My longtime administrative secretary at South Broadway had a collection of sayings and metaphors that were straight out of her homeland (Nebraska). Chris Vitt, who just retired after 26 years of serving in the trenches of “life behind the curtain” of church life, had a way of putting things into perspective. Currently it is minus 6 degrees at 5 in the afternoon on Saturday. As I look out into the dusk of frozen tundra, I can hear Chris’s voice saying “It is colder than Billy Hill”. I would ask “Just where is Billy Hill”? She would reply with exactly the same answer “I don’t know, you would have to ask my dad. All I know is that it is cold as hell there”. I would say, “I didn’t know hell was cold”. She would say “If it is hell it would be cold there… no flames for me. I haven’t been warm since September”.
I am getting ready to watch the Chiefs play the Dolphins in conditions that would replicate frozen torture. My fireplace has been running since I woke up and I haven’t gotten out of my jacket all day. I am remembering the 11 years we spent in the San Luis Valley. They call it the ‘Land of Cool Sunshine’. That is just short of a giant lie… in the winter of 1991-92 it never got above, Zero day or night, for 91 days in a row. The coldest it ever got at our house was -42. All this is to say, “I know cold and I did not used to be a cold wimp”. That is no longer the case.
I never understood the allure of being a “snow bird”; I am now ready to consider flying South. It is supposed to get above freezing in three days and my plan is to remain in the confines of my cave until then. I used to pride myself on not wimping out—now I am a proud ‘cold-weather-weenie’.
I Googled up Billy Hill. The first reference is that “He” was a notorious English gangster. Secondly, it is a line of clothing related to “Trailer Dwellers” AKA—you can fill in the blanks. There was no reference to a berg in Nebraska. I suspect that in the middle of some polar vortex Billy Hill, Nebraska, turned into a sparkling mist of snowflakes not cornflakes.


*Exercise prompt*: Across the listing, the lines that include "Start" must be tallied and reported as a bare number.

*Data for processing*:

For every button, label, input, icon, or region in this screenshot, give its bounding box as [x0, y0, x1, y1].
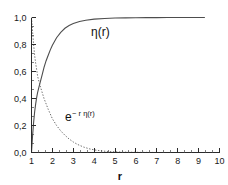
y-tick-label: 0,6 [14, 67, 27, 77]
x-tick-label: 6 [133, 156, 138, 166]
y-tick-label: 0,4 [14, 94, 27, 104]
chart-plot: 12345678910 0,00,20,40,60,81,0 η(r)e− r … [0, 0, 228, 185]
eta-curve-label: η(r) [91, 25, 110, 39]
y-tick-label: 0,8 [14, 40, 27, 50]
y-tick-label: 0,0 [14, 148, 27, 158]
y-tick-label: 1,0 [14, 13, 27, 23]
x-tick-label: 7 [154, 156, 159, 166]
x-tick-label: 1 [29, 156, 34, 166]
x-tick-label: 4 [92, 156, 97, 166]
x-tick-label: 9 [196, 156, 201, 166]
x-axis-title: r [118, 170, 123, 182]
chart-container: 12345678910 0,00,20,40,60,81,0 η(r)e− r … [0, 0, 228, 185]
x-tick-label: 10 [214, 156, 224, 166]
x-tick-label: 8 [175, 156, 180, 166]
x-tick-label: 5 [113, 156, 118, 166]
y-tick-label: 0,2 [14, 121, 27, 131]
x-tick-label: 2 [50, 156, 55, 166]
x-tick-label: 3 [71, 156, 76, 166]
* * *
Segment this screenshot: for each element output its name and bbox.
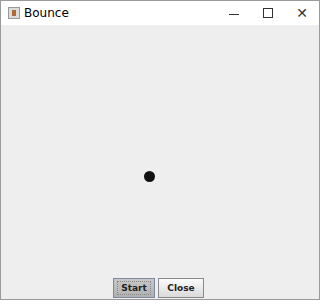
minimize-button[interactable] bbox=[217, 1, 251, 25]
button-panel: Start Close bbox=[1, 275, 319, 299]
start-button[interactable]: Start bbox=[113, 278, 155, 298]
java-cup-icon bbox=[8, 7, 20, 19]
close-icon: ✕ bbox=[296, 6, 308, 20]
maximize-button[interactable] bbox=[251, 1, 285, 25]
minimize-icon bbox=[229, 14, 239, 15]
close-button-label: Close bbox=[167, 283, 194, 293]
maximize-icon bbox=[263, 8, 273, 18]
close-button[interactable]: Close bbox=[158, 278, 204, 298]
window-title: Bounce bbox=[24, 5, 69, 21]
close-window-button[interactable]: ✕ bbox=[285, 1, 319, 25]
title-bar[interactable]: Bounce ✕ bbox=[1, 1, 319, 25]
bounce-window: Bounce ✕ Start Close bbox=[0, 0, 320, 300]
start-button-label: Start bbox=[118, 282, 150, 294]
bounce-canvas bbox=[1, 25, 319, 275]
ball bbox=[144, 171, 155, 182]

*Task output*: 4